This is what management needs to provide its teams. Give your teams ownership of their work, and both your customers and your employees will be grateful. The former for a great product, the latter for a great workplace.
4. Sounds good! How do I make it happen?
Servant leadership is key to this, but there is so much to it, I really can't get into the details here.
Senior management certainly has to be on board, but it's best if your entire engineering department is clear on why creating a career ladder for them is necessary.
Here are some key takeaways from the interview for leveling up engineers:
1. Pair programming is the most effective way to learn. If you want developers to grow quickly, pair them up with a more senior engineer, and it's guaranteed that both people will take away a lot.

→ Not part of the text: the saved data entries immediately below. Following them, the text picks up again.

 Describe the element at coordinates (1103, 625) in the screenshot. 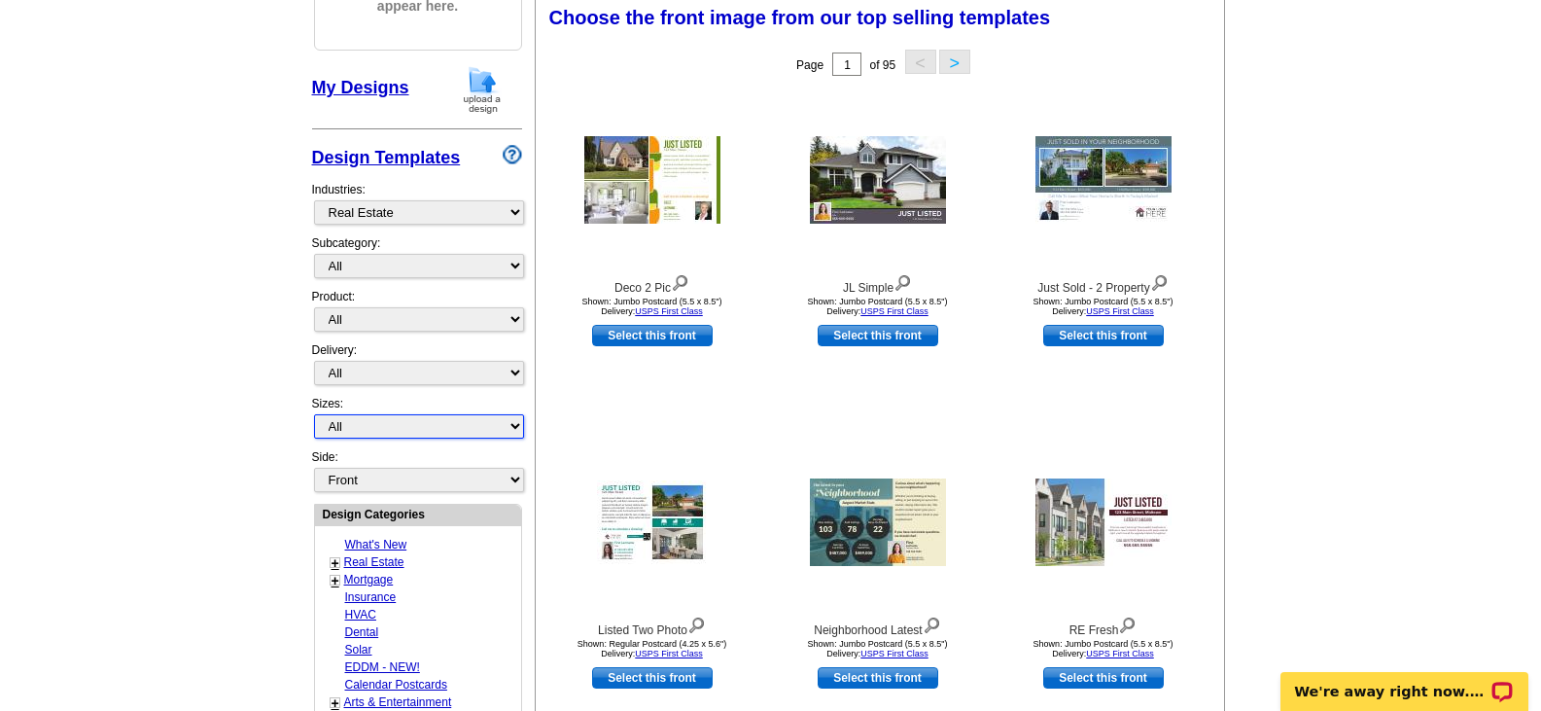

I see `div: RE Fresh` at that location.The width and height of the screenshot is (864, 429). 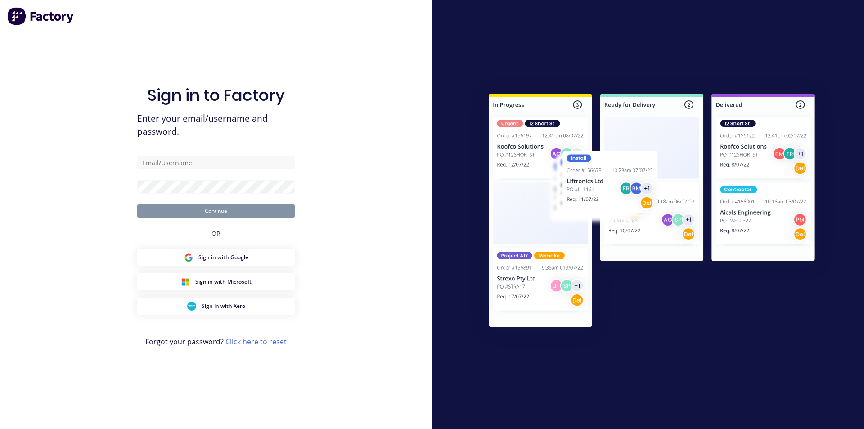 What do you see at coordinates (216, 95) in the screenshot?
I see `h1: Sign in to Factory` at bounding box center [216, 95].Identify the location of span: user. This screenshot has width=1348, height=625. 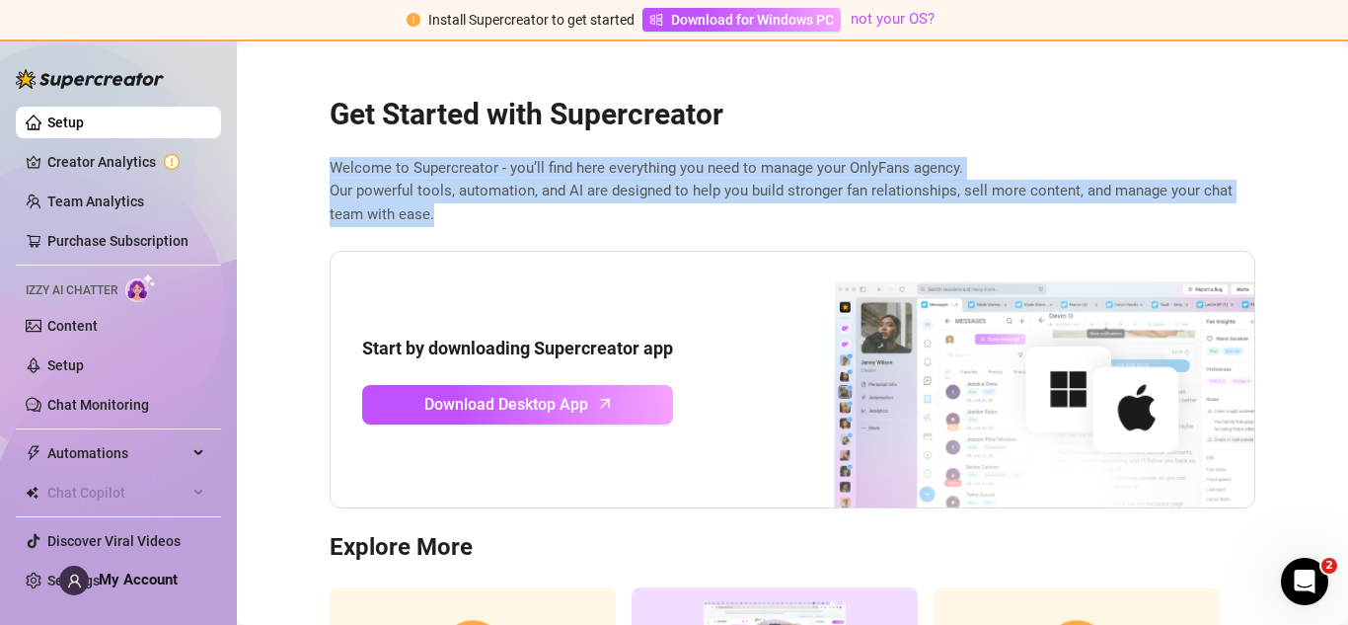
(74, 580).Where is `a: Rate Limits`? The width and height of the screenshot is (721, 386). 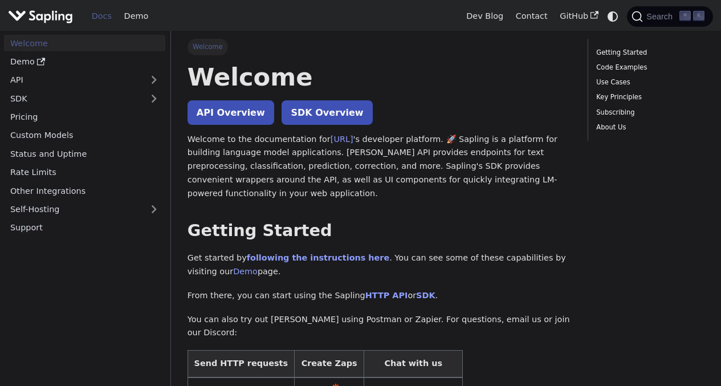 a: Rate Limits is located at coordinates (84, 172).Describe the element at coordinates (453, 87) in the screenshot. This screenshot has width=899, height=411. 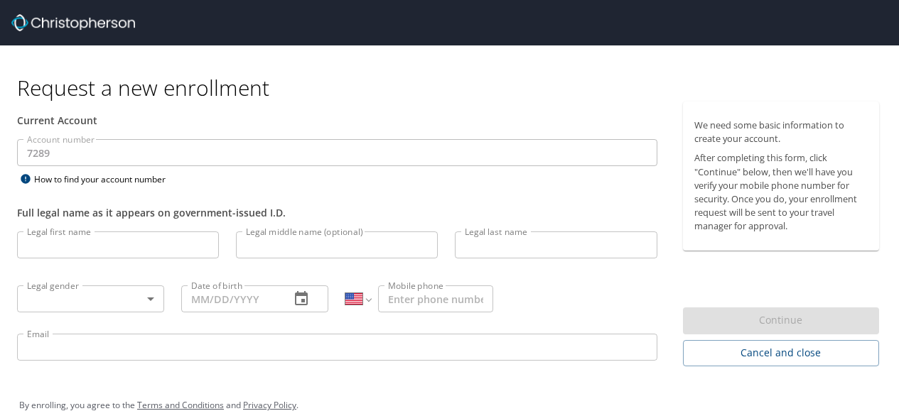
I see `h1: Request a new enrollment` at that location.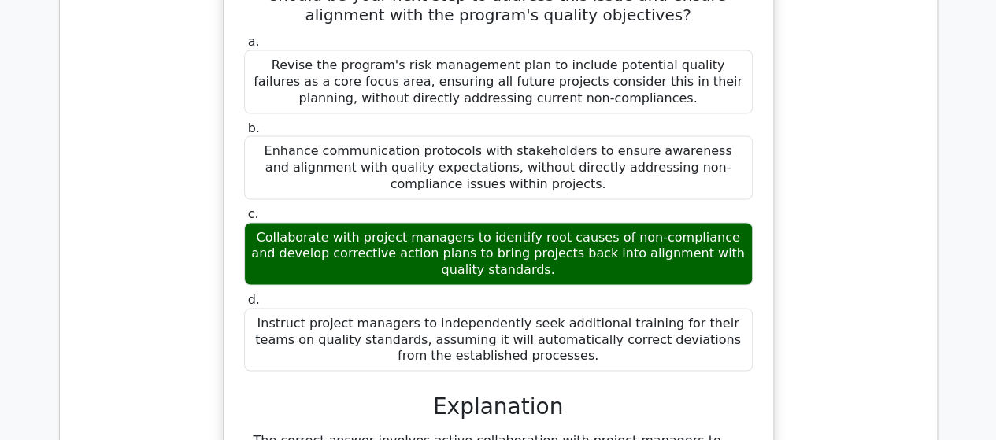  What do you see at coordinates (498, 339) in the screenshot?
I see `div: Instruct project managers to independently seek additional training for their teams on quality st...` at bounding box center [498, 339].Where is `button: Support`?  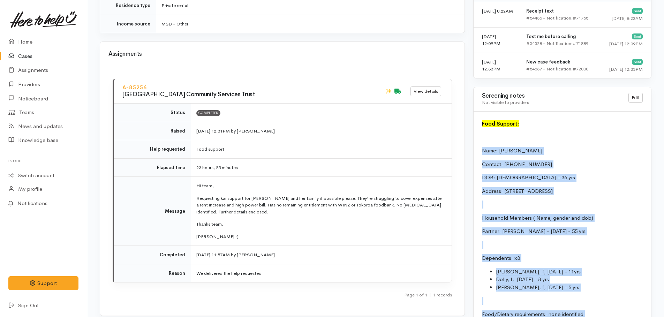 button: Support is located at coordinates (43, 283).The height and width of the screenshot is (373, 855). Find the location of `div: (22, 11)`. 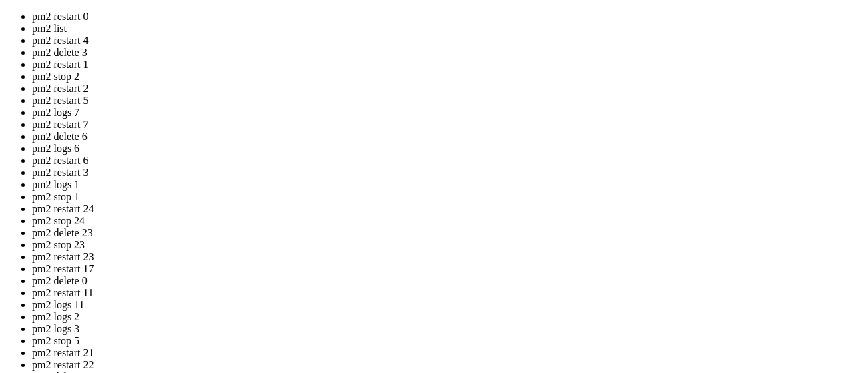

2. As an engineering manager you can hand out stretch projects to your developers.
They get an interesting piece of work, and get to see if they want to grow their skills in that direction. You get to see if they show promise for another role.
It's a win-win.
How do you build an open feedback culture like GitHub?
0. Before anything else, you have to know, even if you’re at a small company, you can’t start it early enough. You need to set up a feedback system with a regular cycle.
1. Have everyone do self-reviews
Wherever you are, it can’t hurt to think about what you’ve been doing over the last months. A bit of self-reflection is a great first stage for your feedback system.
1. I use one on ones to give both positive and negative feedback. It's a frequent opportunity to do it. You want your direct reports to always know how they are perceived, rather than only learn about it at performance reviews.
2. You want to avoid giving critical feedback out of the blue. I tend to put a note about the broader topic of my critical feedback in the meeting agenda. It helps them to prepare.